Ex-Serbian official [Vlastimir Dordevic] guilty of war crimes - murderer of women and children
Ex-Serbian official [Vlastimir Dordevic] guilty of war crimes - murderer of women and children
“In the large majority of cases the victims, including many women and children, were civilians, who were unarmed and not in any way participating in any form of armed conflict,” the court found.
Serbian War Criminal, Vlastimir Đorđević
THE HAGUE, Netherlands, Feb. 23 (UPI) — Former Serbian police official Vlastimir Dordevic was convicted of war crimes by a U.N. tribunal Wednesday and sentenced to 27 years in prison.
Dordevic, a former assistant minister of the Serbian Internal Affairs Ministry and chief of its Public Security Department, was convicted of crimes against humanity and war crimes by the United Nations’ International Criminal Tribunal for the former Yugoslavia, based in The Hague, Netherlands.
Dordevic was found to have participated in a “joint criminal exercise in 1999, whose aim was to change the ethnic balance of Kosovo to ensure Serbian dominance in the territory,” the tribunal said in a release.
Vlastimir Đorđević (born 1948 in Koznica, Serbia) is a Serbian colonel general.
Đorđević was born in 1948 in Koznica and graduated from University of Belgrade Faculty of Law. Đorđević was Assistant Minister of the Serbian Ministry of Internal Affairs, and Chief of the Public Security Department of the Ministry of Internal Affairs. In 1997, Đorđević was promoted from Lieutenant General to Colonel General by presidential decree. He remained the Assistant Minister and Chief of the Public Security Department until January 2001. Until 17 June 2007, he was believed to be hiding in Russia. On the morning of 17 June 2007, Đorđević was arrested in Montenegro, near the city of Budva.
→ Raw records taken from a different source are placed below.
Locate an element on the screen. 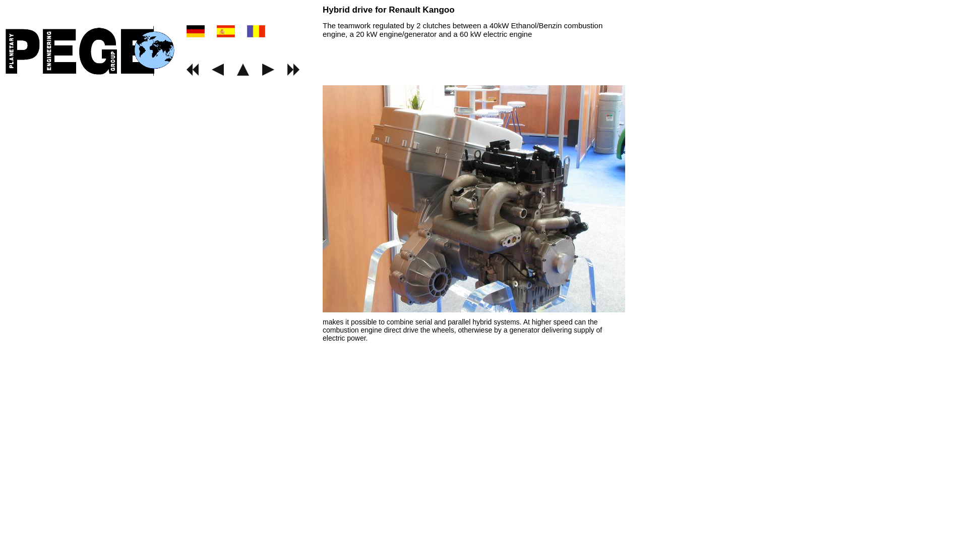  Spanish is located at coordinates (307, 34).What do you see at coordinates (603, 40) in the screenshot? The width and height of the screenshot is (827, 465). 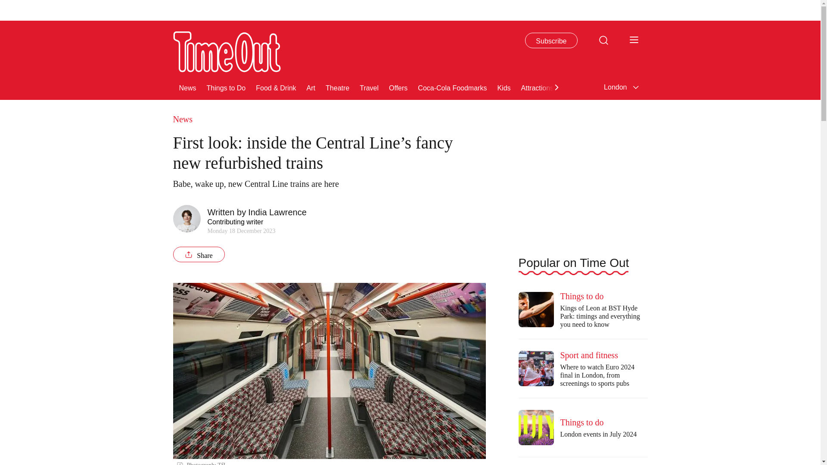 I see `Search` at bounding box center [603, 40].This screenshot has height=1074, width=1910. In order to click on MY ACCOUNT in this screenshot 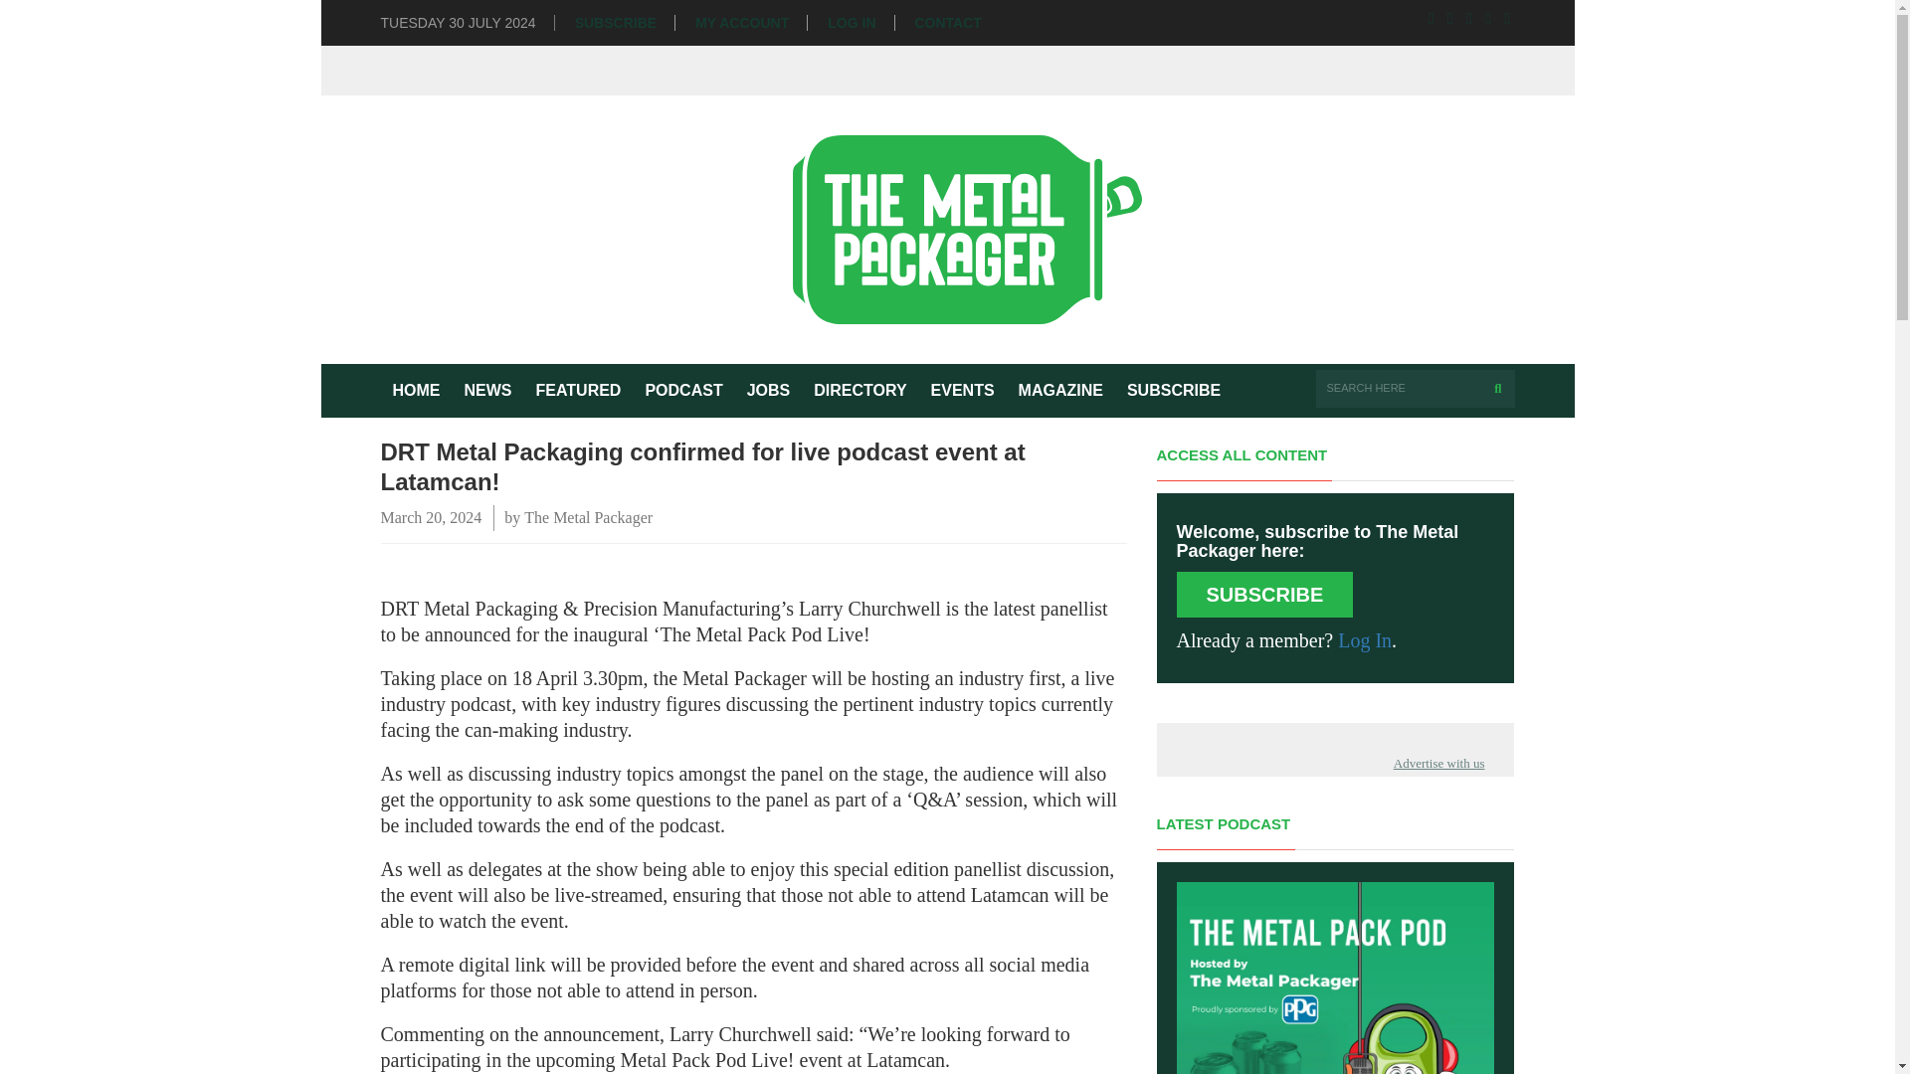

Đorđević was on the run charged with war crimes in Kosovo. He is indicted for being part of the 1999 Serb crackdown on Kosovo Albanian citizens. As Chief of the Public Security Department, he was responsible for ensuring that all units of the Public Security Department in Serbia and Kosovo carried out their orders.
The Vučitrn massacre was mass killing of Kosovo Albanian refugees near Vučitrn, during the Kosovo conflict on May 2 1999.
A column of about 1,000 refugees were travelling in a convoy of about 100 tractors, who were fleeing fighting between the KLA and Serbian forces east of Vucitrn. Serbian Police and Serb paramilitary forces caught up with the convoy that traveled south. On May 2 and 3 between Gornja Sudimlja and Donja Sudimlja (alb. Studime e Eperme and Studime e Poshtme) near Vučitrn, police and paramilitaries killed an estimated one hundred men.
Romeu Ventura, an investigator for the UN war crimes tribunal, stated that 120 civilians were murdered on 2 May by Serb forces and buried two days later in a mass grave five miles east of Vucitrn. After the war, forensic teams from the War Crimes Tribunal discovered ninety-eight bodies in Gornja Sudimlja.
Vučitrn case has been raised at the trial of Serbian police general Vlastimir Djordjevic. The indictment against general Djordjevic alleges that some 105 Kosovo Albanians were killed in the massacre near the village of Sudimlje on 2 May 1999. Eventually, Djordjevic was sentenced to 15 years in prison.